Voice-enabled Continuous Monitoring Device May Help Blind Diabetic Patients

help for blind diabetics

Voice enabled technology can help blid diabetic patiens cope better with the disease. This invention is worthy of a prize.

Using voice-enabled continuous glucose monitoring (CGM) in legally blind patients with insulin-treated diabetes can help improve glycemic control and reduce severe hypoglycemia, US researchers say.

Writing in Diabetes Technology & Therapeutics, H Kaan Akturk and colleagues at the Barbara Davis Center for Diabetes in Aurora, Colorado, demonstrate that diabetes treatment in this group of individuals may be difficult because "insulin administration devices such as pens and pumps and glucose control systems are not commonly adapted for visually impaired patients with diabetes."

The Dexcom G6 system is, say, the first, and currently only CGM device to address this. They clarify that users of Dexcom G6 can ask Siri's voice-enabled feature (Apple Inc, Cupertino, California , USA) to read their glucose readings and display their graph on a locked smartphone screen directly.

At baseline, mean levels between patients ranged from approximately 7.2 percent to 10.0 percent (55–86 mmol / mol), while after 12 months this range was approximately 5.0 percent to 8.8 percent (31–73 mmol / mol). 3.9–10.0 mmol / L) increased considerably from an average of 50.9 percent at 3 months to 56.8 percent at 12 months, with no corresponding rise in hypoglycemic time. The mean time spent in extreme hypoglycemia (< 54 mg / dL;3.0 mmol / L) was 0.6 per cent and 0.4 per cent , respectively, at 3 months and 2.2 per cent at 12 months.

One patient encountered three episodes in the 12 months prior to initiating use of Dexcom G6 with Siri, and five patients each encountered one episode.

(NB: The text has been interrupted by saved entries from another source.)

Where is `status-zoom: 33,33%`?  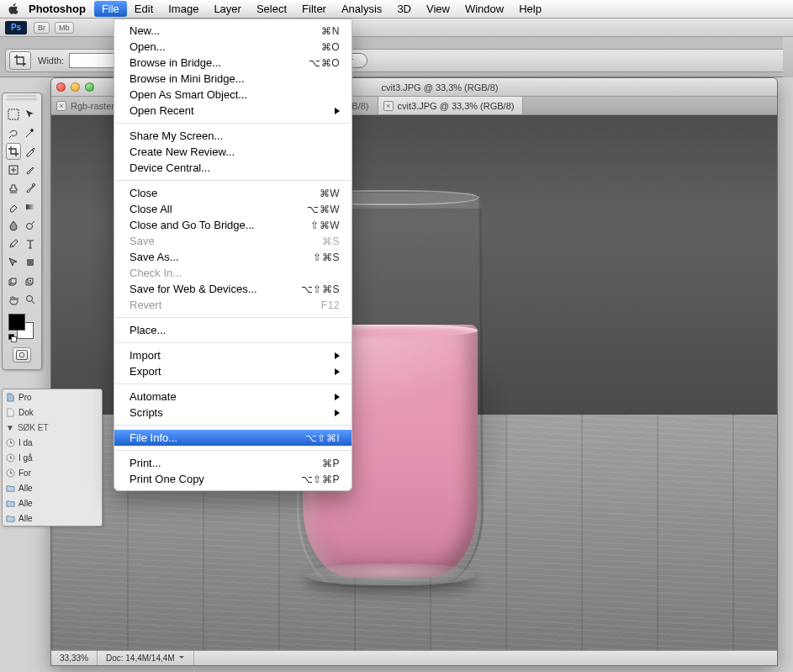 status-zoom: 33,33% is located at coordinates (74, 658).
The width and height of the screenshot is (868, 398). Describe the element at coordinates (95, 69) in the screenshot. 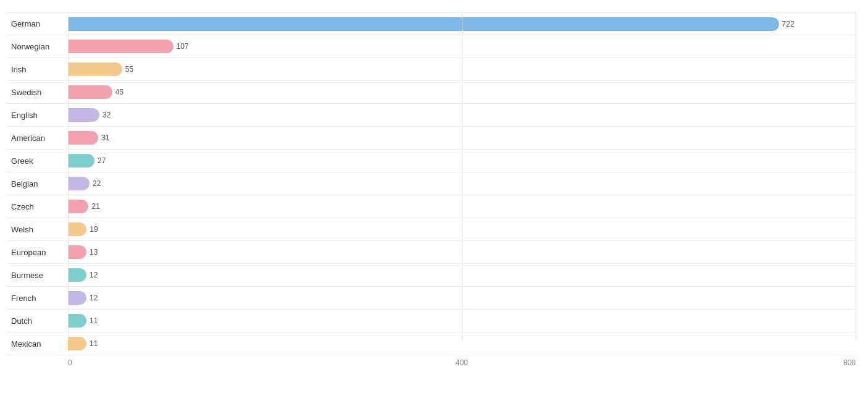

I see `bar-fill: 55` at that location.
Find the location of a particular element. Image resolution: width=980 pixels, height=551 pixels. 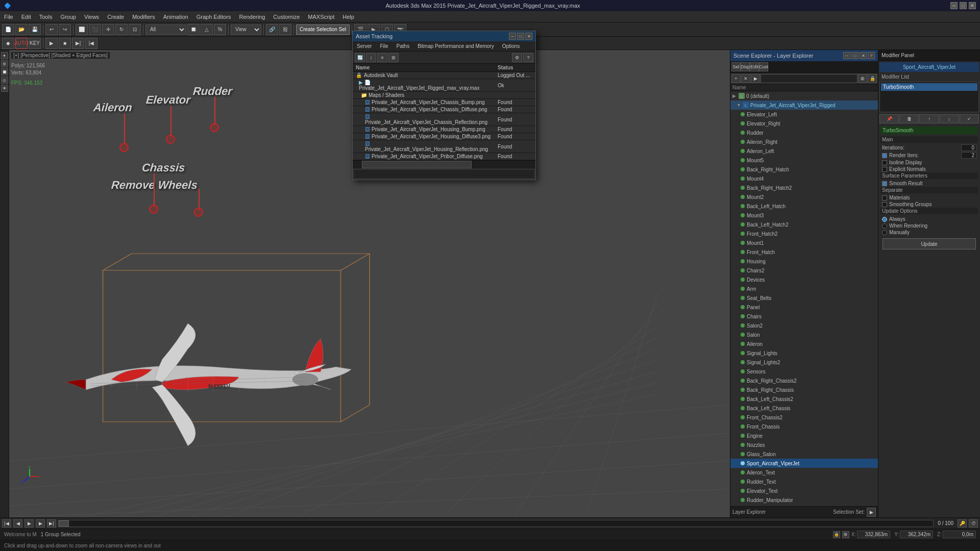

menu-create: Create is located at coordinates (115, 17).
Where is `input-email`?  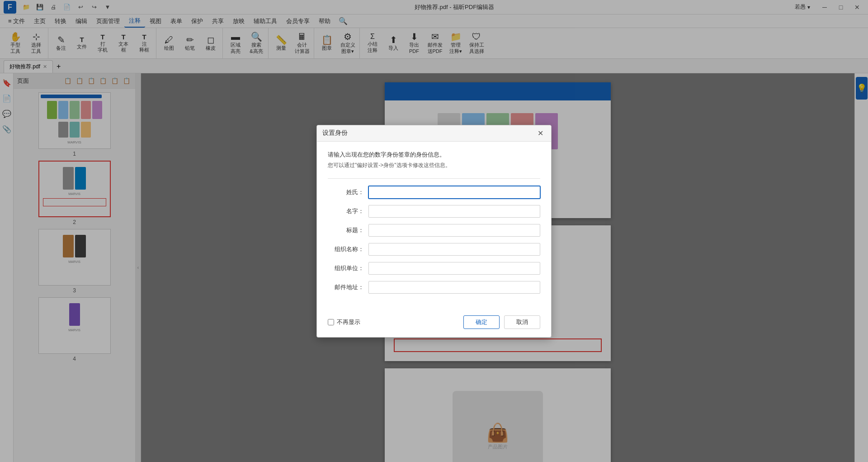 input-email is located at coordinates (454, 287).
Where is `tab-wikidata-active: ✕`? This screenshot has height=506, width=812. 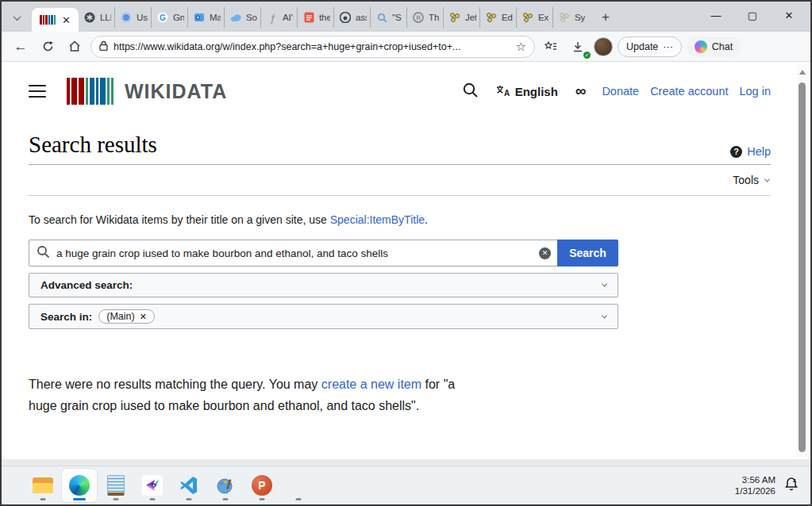
tab-wikidata-active: ✕ is located at coordinates (56, 20).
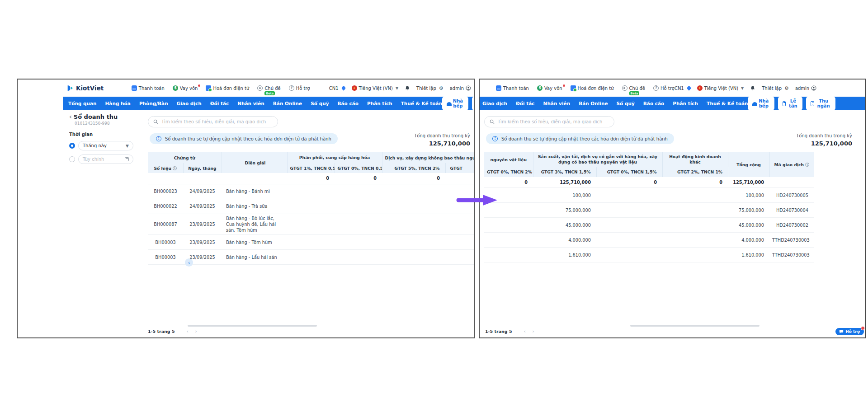  Describe the element at coordinates (565, 225) in the screenshot. I see `cell: 45,000,000` at that location.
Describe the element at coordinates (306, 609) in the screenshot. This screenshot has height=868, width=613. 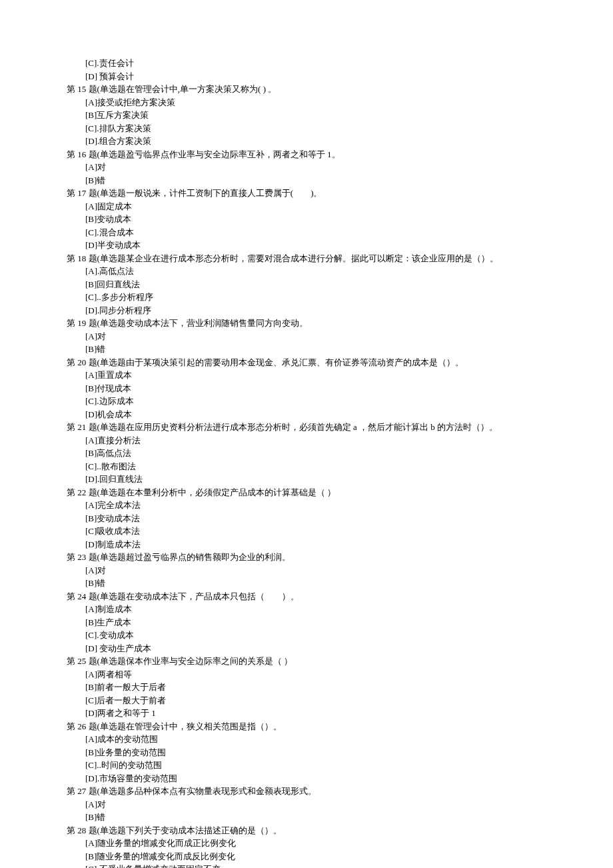
I see `option-line: [A]制造成本` at that location.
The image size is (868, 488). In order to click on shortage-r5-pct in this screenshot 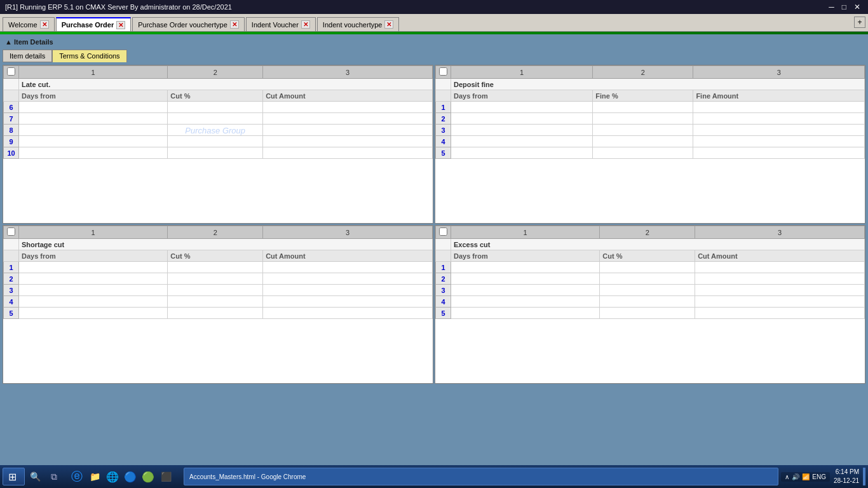, I will do `click(215, 313)`.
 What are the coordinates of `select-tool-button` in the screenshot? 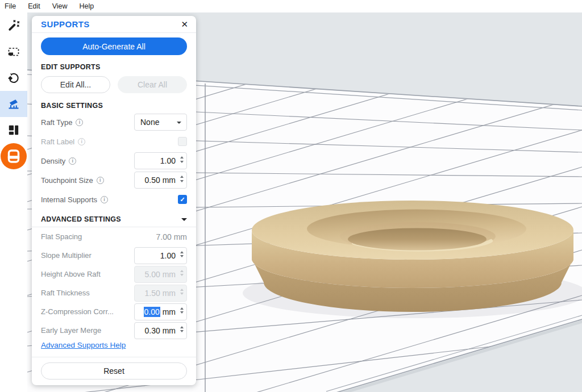 It's located at (14, 52).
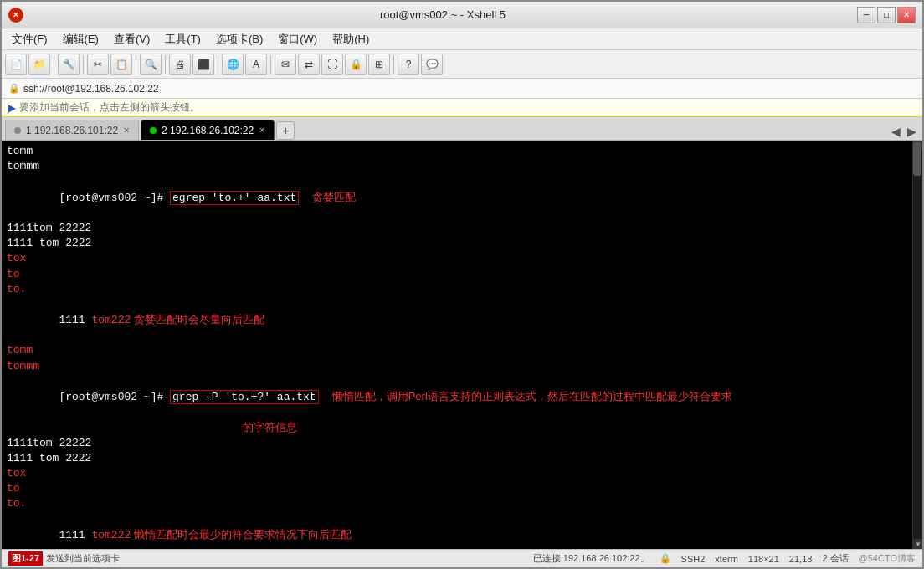  Describe the element at coordinates (906, 15) in the screenshot. I see `close-button: ✕` at that location.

By contrast, no such episodes were reported in any of the patients with Siri use during the first 12 months of Dexcom G6. They say patients "must use [the] Dexcom software on the mobile to warn to hypoglycemia and hyperglycemia with adjustable loud warning settings." They say patients may then ask Siri about their glucose level and proactively enhance diabetes management.

The team claims that "easy accessibility to CGM glucose levels may decrease the ongoing monitoring of visually impaired patients to caregivers on intensive insulin therapy and may decrease the response time for hypoglycemia."